Trump to impose $100k fee for H-1B worker visas, White House says

Scope, Mechanics, and Legality of the $100k Fee

  • Confusion over structure: some coverage says “per year,” others “per visa”; readers parse the proclamation and note it’s framed as an entry restriction lifted if the petition is “accompanied or supplemented” by a $100k payment.
  • Key detail: it appears to apply to entry of H‑1B workers, including existing visa holders abroad; this creates a de‑facto 24–48 hour scramble for current H‑1Bs outside the US to re‑enter before the rule takes effect.
  • DHS is given broad discretion to exempt individual workers, companies, or industries deemed in the “national interest,” which many see as an open door to favoritism and political leverage.
  • Several commenters question whether such a fee is legally defensible under existing statutory fee‑setting authority and expect court challenges; others point to recent deference to executive power and aren’t confident it will be struck down quickly.

Labor Market and Offshoring

  • Pro‑fee side: sees H‑1B as a wage‑suppression tool, especially via Indian “body shops,” and expects the fee (plus a separate push to raise minimum H‑1B salaries) to:
    • Make only truly hard‑to‑find or top‑end talent worth importing.
    • Push companies to hire and train domestic workers and reduce abuse of underpaid, “indentured” H‑1Bs.
  • Opponents argue:
    • Many tech workers (including grads) are already struggling to find jobs; this will just accelerate offshoring to Canada, Europe, Mexico, India, Eastern Europe, etc., shifting both jobs and tax base abroad.
    • Big firms can still afford the fee and will keep using H‑1Bs, while startups, universities, and smaller employers are priced out.

Impact Beyond Big Tech

  • Multiple threads highlight non‑tech H‑1B use:
    • Physicians, nurses, teachers, and other professionals in rural or midwestern areas already hard to staff; a $100k hit (especially if annual) is seen as existential for small hospitals and schools.
    • Universities rely heavily on H‑1B for faculty and on the F‑1 → OPT → H‑1B pipeline for grad‑program enrollment and tuition; many predict severe damage to research and non‑elite universities.
  • Some note alternative visas (O‑1, EB‑2, J‑1, TN), but others respond these are slow, narrow, or don’t realistically substitute for most current H‑1B flows.

Abuse, Structure, and Reform Ideas

  • Broad agreement that current H‑1B and related programs are heavily gamed:
    • Consulting firms filing mass registrations, “body shops” underpaying, and employers manipulating PERM ads to avoid hiring domestic applicants.
    • Workers’ dependence on a single sponsor plus long green‑card queues (especially for Indians) creates strong employer leverage and limited mobility.
  • Proposed alternatives:
    • High salary floors (e.g., ≥$150–200k or 120–150% of local/industry medians) instead of or in addition to fees.
    • Auctions where visas go to highest salaries, possibly by sector, to crowd out low‑wage uses.
    • Per‑year, smaller surcharges instead of a single huge application or entry fee.
    • Decoupling status from a single employer and giving long work authorizations so immigrants can change jobs freely, with the fee borne by whoever currently employs them.

Brain Drain, Competitiveness, and Geopolitics

  • Some emphasize that a core US advantage has been attracting global talent; weakening H‑1B is framed as:
    • A gift to competitors (Canada, UK, EU, India, China), who can attract the same people without US friction.
    • Risking “reverse brain drain” as top students choose other destinations or stay home.
  • Others counter that:
    • Current H‑1B use mostly supplies mid‑level, not “exceptional,” talent at lower effective cost; the US should focus its limited slots (or fee‑constrained demand) on truly rare skills via H‑1B or O‑1.
    • Over‑reliance on imported labor disincentivizes domestic education and training and hollows out middle‑class tech careers.

Politics, Motives, and Fairness

  • Many see the move as populist theater aimed at pleasing an anti‑immigration, anti‑elite base rather than a carefully designed fix; comparisons are made to tariffs: big, noisy numbers with messy downstream effects.
  • The broad exemption language for companies or industries raises fears it will become a tool to reward politically compliant firms and punish others.
  • Debate splits between:
    • Those celebrating a long‑desired clampdown on a “legal human‑trafficking” and wage‑suppression pipeline.
    • Those seeing it as xenophobic, economically self‑sabotaging, and cruel to current H‑1B holders abruptly caught outside the US.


→ **TASK TO CARRY OUT**: Repeat the records below exactly. Omit the pictures.

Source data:
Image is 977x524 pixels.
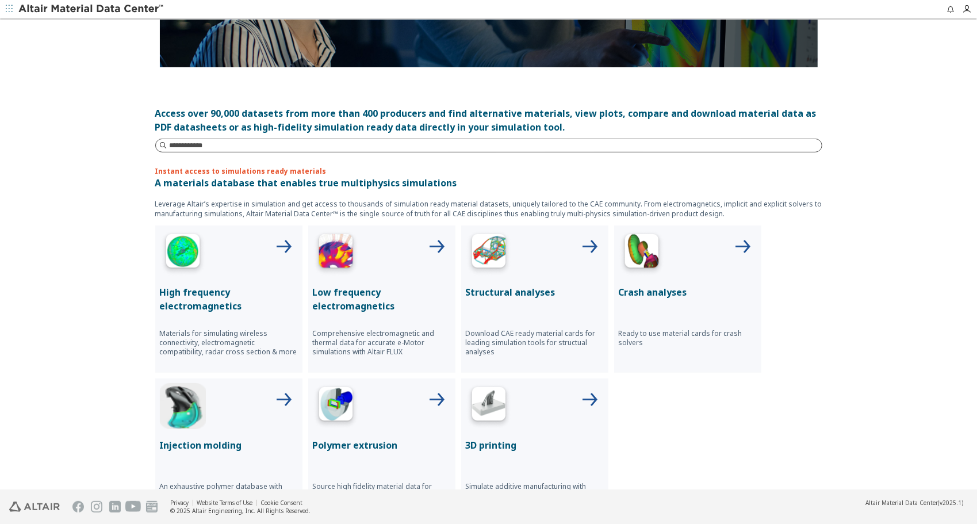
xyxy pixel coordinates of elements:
p: High frequency electromagnetics [160,285,298,313]
p: An exhaustive polymer database with simulation ready data for injection molding from leading mate... [160,482,298,510]
button: Crash Analyses IconCrash analysesReady to use material cards for crash solvers [614,225,762,373]
p: Polymer extrusion [313,438,451,452]
p: Leverage Altair’s expertise in simulation and get access to thousands of simulation ready materia... [155,199,823,219]
button: Structural Analyses IconStructural analysesDownload CAE ready material cards for leading simulati... [461,225,609,373]
p: Low frequency electromagnetics [313,285,451,313]
div: Access over 90,000 datasets from more than 400 producers and find alternative materials, view plo... [155,106,823,134]
a: Website Terms of Use [197,499,253,507]
p: Comprehensive electromagnetic and thermal data for accurate e-Motor simulations with Altair FLUX [313,329,451,357]
button: Low Frequency IconLow frequency electromagneticsComprehensive electromagnetic and thermal data fo... [308,225,456,373]
span: Altair Material Data Center [866,499,938,507]
img: High Frequency Icon [160,230,206,276]
div: (v2025.1) [866,499,963,507]
p: 3D printing [466,438,604,452]
button: High Frequency IconHigh frequency electromagneticsMaterials for simulating wireless connectivity,... [155,225,303,373]
img: 3D Printing Icon [466,383,512,429]
img: Low Frequency Icon [313,230,359,276]
p: A materials database that enables true multiphysics simulations [155,176,823,190]
img: Crash Analyses Icon [619,230,665,276]
p: Source high fidelity material data for simulating polymer extrusion process [313,482,451,500]
p: Structural analyses [466,285,604,299]
p: Download CAE ready material cards for leading simulation tools for structual analyses [466,329,604,357]
a: Privacy [170,499,189,507]
img: Injection Molding Icon [160,383,206,429]
p: Crash analyses [619,285,757,299]
p: Materials for simulating wireless connectivity, electromagnetic compatibility, radar cross sectio... [160,329,298,357]
p: Injection molding [160,438,298,452]
p: Instant access to simulations ready materials [155,166,823,176]
img: Altair Engineering [9,502,60,512]
a: Cookie Consent [261,499,303,507]
img: Polymer Extrusion Icon [313,383,359,429]
p: Ready to use material cards for crash solvers [619,329,757,347]
div: © 2025 Altair Engineering, Inc. All Rights Reserved. [170,507,311,515]
img: Structural Analyses Icon [466,230,512,276]
p: Simulate additive manufacturing with accurate data for commercially available materials [466,482,604,510]
img: Altair Material Data Center [18,3,165,15]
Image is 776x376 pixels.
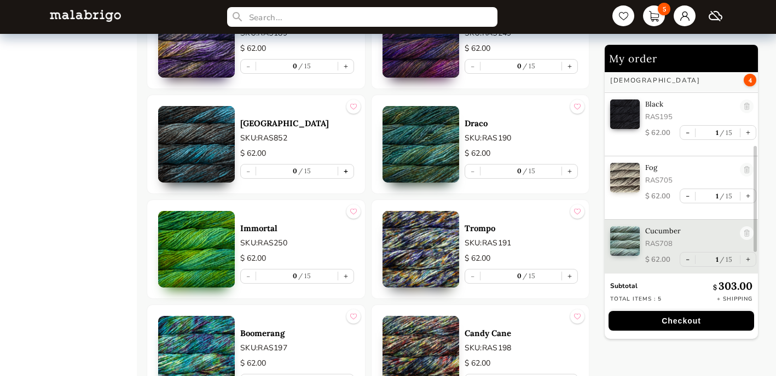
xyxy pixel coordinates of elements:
[464,43,578,55] p: $ 62.00
[227,7,497,27] input: Search...
[740,253,755,266] button: +
[158,1,235,78] img: 0.jpg
[240,148,354,160] p: $ 62.00
[740,126,755,139] button: +
[645,112,734,122] p: RAS195
[680,189,695,203] button: -
[338,60,353,73] button: +
[464,328,578,339] a: Candy Cane
[240,237,354,249] p: SKU: RAS250
[608,311,754,331] button: Checkout
[382,106,459,183] img: 0.jpg
[645,100,734,109] p: Black
[521,167,536,175] label: 15
[464,223,578,234] a: Trompo
[604,311,758,331] a: Checkout
[645,128,670,138] p: $ 62.00
[562,60,577,73] button: +
[297,272,311,280] label: 15
[562,165,577,178] button: +
[240,132,354,144] p: SKU: RAS852
[464,118,578,129] a: Draco
[645,226,734,236] p: Cucumber
[645,191,670,201] p: $ 62.00
[158,211,235,288] img: 0.jpg
[521,62,536,70] label: 15
[680,126,695,139] button: -
[464,148,578,160] p: $ 62.00
[50,10,121,21] img: L5WsItTXhTFtyxb3tkNoXNspfcfOAAWlbXYcuBTUg0FA22wzaAJ6kXiYLTb6coiuTfQf1mE2HwVko7IAAAAASUVORK5CYII=
[713,283,718,292] span: $
[521,272,536,280] label: 15
[240,118,354,129] a: [GEOGRAPHIC_DATA]
[297,167,311,175] label: 15
[297,62,311,70] label: 15
[643,5,665,26] a: 5
[657,3,670,15] span: 5
[338,165,353,178] button: +
[562,270,577,283] button: +
[743,74,756,86] span: 4
[610,76,700,85] h3: [DEMOGRAPHIC_DATA]
[610,100,639,129] img: 0.jpg
[464,253,578,265] p: $ 62.00
[464,132,578,144] p: SKU: RAS190
[645,176,734,185] p: RAS705
[464,342,578,354] p: SKU: RAS198
[718,129,732,137] label: 15
[604,45,758,72] h2: My order
[338,270,353,283] button: +
[610,282,637,290] strong: Subtotal
[740,189,755,203] button: +
[645,239,734,249] p: RAS708
[464,237,578,249] p: SKU: RAS191
[240,342,354,354] p: SKU: RAS197
[464,358,578,370] p: $ 62.00
[718,255,732,264] label: 15
[645,255,670,265] p: $ 62.00
[717,295,752,303] p: + Shipping
[645,163,734,172] p: Fog
[610,163,639,193] img: 0.jpg
[680,253,695,266] button: -
[382,1,459,78] img: 0.jpg
[240,223,354,234] a: Immortal
[158,106,235,183] img: 0.jpg
[240,253,354,265] p: $ 62.00
[382,211,459,288] img: 0.jpg
[240,328,354,339] a: Boomerang
[610,226,639,256] img: 0.jpg
[240,358,354,370] p: $ 62.00
[713,280,752,293] p: 303.00
[718,192,732,200] label: 15
[610,295,661,303] p: Total items : 5
[240,43,354,55] p: $ 62.00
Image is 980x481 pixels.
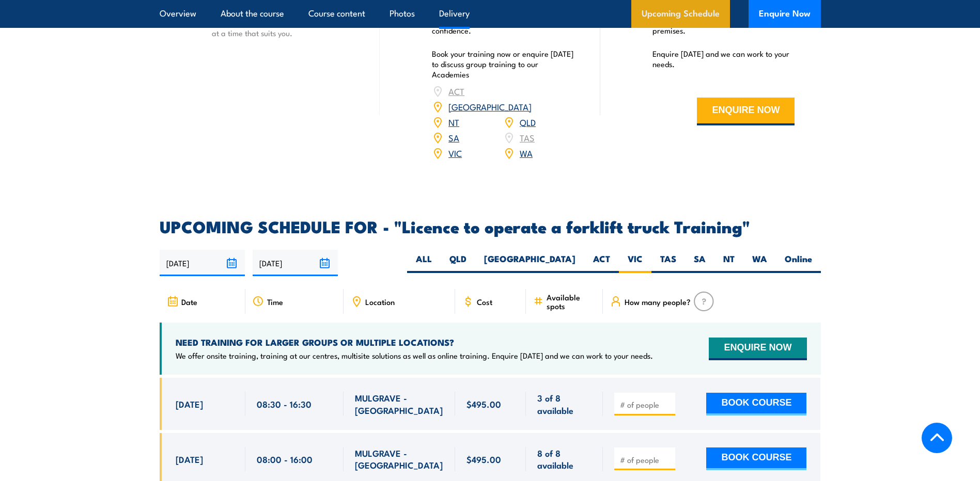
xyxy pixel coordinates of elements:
[176,453,203,465] span: [DATE]
[181,298,197,306] span: Date
[546,293,596,310] span: Available spots
[651,253,685,273] label: TAS
[619,253,651,273] label: VIC
[714,253,743,273] label: NT
[256,453,313,465] span: 08:00 - 16:00
[159,250,245,276] input: From date
[653,48,795,69] p: Enquire [DATE] and we can work to your needs.
[212,18,354,38] p: Book your seats via the course schedule at a time that suits you.
[466,398,501,410] span: $495.00
[776,253,821,273] label: Online
[477,298,493,306] span: Cost
[432,48,575,79] p: Book your training now or enquire [DATE] to discuss group training to our Academies
[520,147,533,159] a: WA
[176,351,653,361] p: We offer onsite training, training at our centres, multisite solutions as well as online training...
[537,392,592,416] span: 3 of 8 available
[706,448,807,471] button: BOOK COURSE
[253,250,338,276] input: To date
[709,337,807,360] button: ENQUIRE NOW
[476,253,584,273] label: [GEOGRAPHIC_DATA]
[697,98,794,125] button: ENQUIRE NOW
[537,447,592,471] span: 8 of 8 available
[441,253,476,273] label: QLD
[620,400,672,410] input: # of people
[267,298,283,306] span: Time
[706,393,807,415] button: BOOK COURSE
[685,253,714,273] label: SA
[620,455,672,465] input: # of people
[176,398,203,410] span: [DATE]
[520,115,536,128] a: QLD
[407,253,441,273] label: ALL
[449,147,462,159] a: VIC
[449,131,459,144] a: SA
[365,298,395,306] span: Location
[159,219,821,233] h2: UPCOMING SCHEDULE FOR - "Licence to operate a forklift truck Training"
[355,447,444,471] span: MULGRAVE - [GEOGRAPHIC_DATA]
[176,337,653,348] h4: NEED TRAINING FOR LARGER GROUPS OR MULTIPLE LOCATIONS?
[466,453,501,465] span: $495.00
[743,253,776,273] label: WA
[355,392,444,416] span: MULGRAVE - [GEOGRAPHIC_DATA]
[624,298,691,306] span: How many people?
[449,100,532,113] a: [GEOGRAPHIC_DATA]
[449,115,459,128] a: NT
[584,253,619,273] label: ACT
[256,398,312,410] span: 08:30 - 16:30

→ **RESPONSE TO THE TASK**:
Image is 977x524 pixels.
xyxy pixel coordinates of elements:
p: High frequency electromagnetics [160,285,298,313]
p: An exhaustive polymer database with simulation ready data for injection molding from leading mate... [160,482,298,510]
button: Crash Analyses IconCrash analysesReady to use material cards for crash solvers [614,225,762,373]
p: Polymer extrusion [313,438,451,452]
p: Leverage Altair’s expertise in simulation and get access to thousands of simulation ready materia... [155,199,823,219]
button: Structural Analyses IconStructural analysesDownload CAE ready material cards for leading simulati... [461,225,609,373]
p: Low frequency electromagnetics [313,285,451,313]
div: Access over 90,000 datasets from more than 400 producers and find alternative materials, view plo... [155,106,823,134]
a: Website Terms of Use [197,499,253,507]
p: Comprehensive electromagnetic and thermal data for accurate e-Motor simulations with Altair FLUX [313,329,451,357]
button: Low Frequency IconLow frequency electromagneticsComprehensive electromagnetic and thermal data fo... [308,225,456,373]
span: Altair Material Data Center [866,499,938,507]
img: High Frequency Icon [160,230,206,276]
div: (v2025.1) [866,499,963,507]
p: 3D printing [466,438,604,452]
button: High Frequency IconHigh frequency electromagneticsMaterials for simulating wireless connectivity,... [155,225,303,373]
img: 3D Printing Icon [466,383,512,429]
img: Low Frequency Icon [313,230,359,276]
p: A materials database that enables true multiphysics simulations [155,176,823,190]
img: Crash Analyses Icon [619,230,665,276]
p: Source high fidelity material data for simulating polymer extrusion process [313,482,451,500]
p: Structural analyses [466,285,604,299]
p: Download CAE ready material cards for leading simulation tools for structual analyses [466,329,604,357]
a: Privacy [170,499,189,507]
img: Injection Molding Icon [160,383,206,429]
p: Crash analyses [619,285,757,299]
p: Materials for simulating wireless connectivity, electromagnetic compatibility, radar cross sectio... [160,329,298,357]
p: Injection molding [160,438,298,452]
p: Instant access to simulations ready materials [155,166,823,176]
img: Altair Engineering [9,502,60,512]
a: Cookie Consent [261,499,303,507]
img: Polymer Extrusion Icon [313,383,359,429]
p: Ready to use material cards for crash solvers [619,329,757,347]
div: © 2025 Altair Engineering, Inc. All Rights Reserved. [170,507,311,515]
img: Structural Analyses Icon [466,230,512,276]
p: Simulate additive manufacturing with accurate data for commercially available materials [466,482,604,510]
img: Altair Material Data Center [18,3,165,15]
Image is 776x376 pixels.
xyxy pixel coordinates of elements:
[464,43,578,55] p: $ 62.00
[227,7,497,27] input: Search...
[740,253,755,266] button: +
[158,1,235,78] img: 0.jpg
[240,148,354,160] p: $ 62.00
[740,126,755,139] button: +
[645,112,734,122] p: RAS195
[680,189,695,203] button: -
[338,60,353,73] button: +
[464,328,578,339] a: Candy Cane
[240,237,354,249] p: SKU: RAS250
[608,311,754,331] button: Checkout
[382,106,459,183] img: 0.jpg
[645,100,734,109] p: Black
[521,167,536,175] label: 15
[464,223,578,234] a: Trompo
[604,311,758,331] a: Checkout
[645,128,670,138] p: $ 62.00
[562,60,577,73] button: +
[297,272,311,280] label: 15
[562,165,577,178] button: +
[240,132,354,144] p: SKU: RAS852
[464,118,578,129] a: Draco
[645,226,734,236] p: Cucumber
[645,191,670,201] p: $ 62.00
[158,211,235,288] img: 0.jpg
[521,62,536,70] label: 15
[680,126,695,139] button: -
[464,148,578,160] p: $ 62.00
[50,10,121,21] img: L5WsItTXhTFtyxb3tkNoXNspfcfOAAWlbXYcuBTUg0FA22wzaAJ6kXiYLTb6coiuTfQf1mE2HwVko7IAAAAASUVORK5CYII=
[713,283,718,292] span: $
[521,272,536,280] label: 15
[240,118,354,129] a: [GEOGRAPHIC_DATA]
[297,167,311,175] label: 15
[297,62,311,70] label: 15
[643,5,665,26] a: 5
[657,3,670,15] span: 5
[338,165,353,178] button: +
[562,270,577,283] button: +
[743,74,756,86] span: 4
[610,76,700,85] h3: [DEMOGRAPHIC_DATA]
[610,100,639,129] img: 0.jpg
[464,253,578,265] p: $ 62.00
[464,132,578,144] p: SKU: RAS190
[645,176,734,185] p: RAS705
[464,342,578,354] p: SKU: RAS198
[718,129,732,137] label: 15
[604,45,758,72] h2: My order
[338,270,353,283] button: +
[610,282,637,290] strong: Subtotal
[740,189,755,203] button: +
[645,239,734,249] p: RAS708
[464,237,578,249] p: SKU: RAS191
[240,342,354,354] p: SKU: RAS197
[464,358,578,370] p: $ 62.00
[718,255,732,264] label: 15
[645,255,670,265] p: $ 62.00
[717,295,752,303] p: + Shipping
[645,163,734,172] p: Fog
[610,163,639,193] img: 0.jpg
[680,253,695,266] button: -
[382,1,459,78] img: 0.jpg
[240,223,354,234] a: Immortal
[158,106,235,183] img: 0.jpg
[240,253,354,265] p: $ 62.00
[382,211,459,288] img: 0.jpg
[240,328,354,339] a: Boomerang
[610,226,639,256] img: 0.jpg
[240,358,354,370] p: $ 62.00
[713,280,752,293] p: 303.00
[718,192,732,200] label: 15
[610,295,661,303] p: Total items : 5
[240,43,354,55] p: $ 62.00
Image is 980x481 pixels.
xyxy pixel coordinates of elements:
[176,453,203,465] span: [DATE]
[181,298,197,306] span: Date
[546,293,596,310] span: Available spots
[651,253,685,273] label: TAS
[619,253,651,273] label: VIC
[714,253,743,273] label: NT
[256,453,313,465] span: 08:00 - 16:00
[159,250,245,276] input: From date
[653,48,795,69] p: Enquire [DATE] and we can work to your needs.
[212,18,354,38] p: Book your seats via the course schedule at a time that suits you.
[466,398,501,410] span: $495.00
[776,253,821,273] label: Online
[477,298,493,306] span: Cost
[432,48,575,79] p: Book your training now or enquire [DATE] to discuss group training to our Academies
[520,147,533,159] a: WA
[176,351,653,361] p: We offer onsite training, training at our centres, multisite solutions as well as online training...
[537,392,592,416] span: 3 of 8 available
[706,448,807,471] button: BOOK COURSE
[253,250,338,276] input: To date
[709,337,807,360] button: ENQUIRE NOW
[476,253,584,273] label: [GEOGRAPHIC_DATA]
[697,98,794,125] button: ENQUIRE NOW
[537,447,592,471] span: 8 of 8 available
[441,253,476,273] label: QLD
[620,400,672,410] input: # of people
[267,298,283,306] span: Time
[706,393,807,415] button: BOOK COURSE
[685,253,714,273] label: SA
[620,455,672,465] input: # of people
[176,398,203,410] span: [DATE]
[520,115,536,128] a: QLD
[407,253,441,273] label: ALL
[449,147,462,159] a: VIC
[449,131,459,144] a: SA
[365,298,395,306] span: Location
[159,219,821,233] h2: UPCOMING SCHEDULE FOR - "Licence to operate a forklift truck Training"
[355,447,444,471] span: MULGRAVE - [GEOGRAPHIC_DATA]
[176,337,653,348] h4: NEED TRAINING FOR LARGER GROUPS OR MULTIPLE LOCATIONS?
[466,453,501,465] span: $495.00
[743,253,776,273] label: WA
[355,392,444,416] span: MULGRAVE - [GEOGRAPHIC_DATA]
[624,298,691,306] span: How many people?
[449,100,532,113] a: [GEOGRAPHIC_DATA]
[449,115,459,128] a: NT
[584,253,619,273] label: ACT
[256,398,312,410] span: 08:30 - 16:30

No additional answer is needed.